WHAT NEEDS TO BE DONE -> Repeat the lines below exactly as written, please, from the line with "At what (x,y)" to the line with "The image size", both lines included, and no others.

DATA PROVIDED ->

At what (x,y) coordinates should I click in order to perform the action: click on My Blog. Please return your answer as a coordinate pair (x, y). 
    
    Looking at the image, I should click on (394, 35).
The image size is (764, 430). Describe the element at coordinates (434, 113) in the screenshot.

---

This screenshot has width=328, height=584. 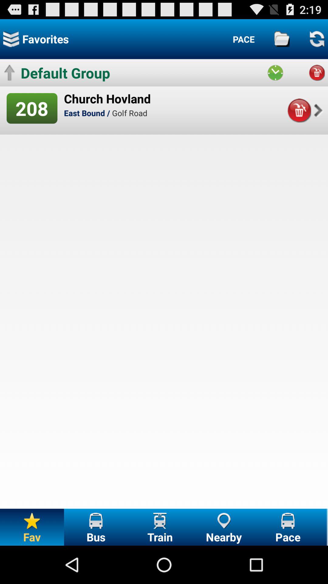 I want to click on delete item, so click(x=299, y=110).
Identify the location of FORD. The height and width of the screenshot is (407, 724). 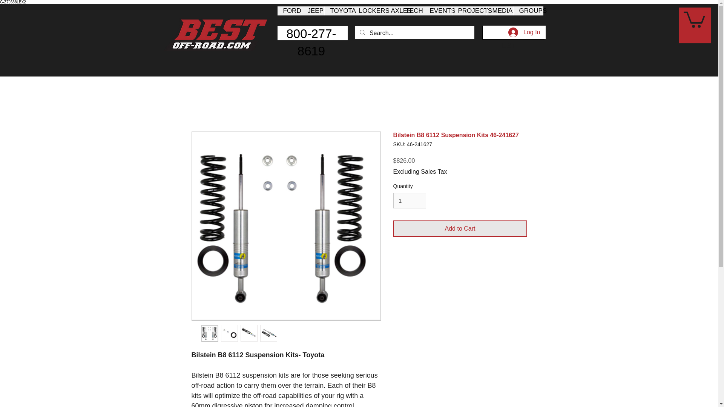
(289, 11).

---

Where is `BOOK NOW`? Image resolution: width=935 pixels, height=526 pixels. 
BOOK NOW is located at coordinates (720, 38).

RESPONSE ->
At what (x,y) coordinates should I click in order to perform the action: click on My Blog. Please return your answer as a coordinate pair (x, y). 
    
    Looking at the image, I should click on (394, 35).
The image size is (764, 430). Describe the element at coordinates (434, 113) in the screenshot.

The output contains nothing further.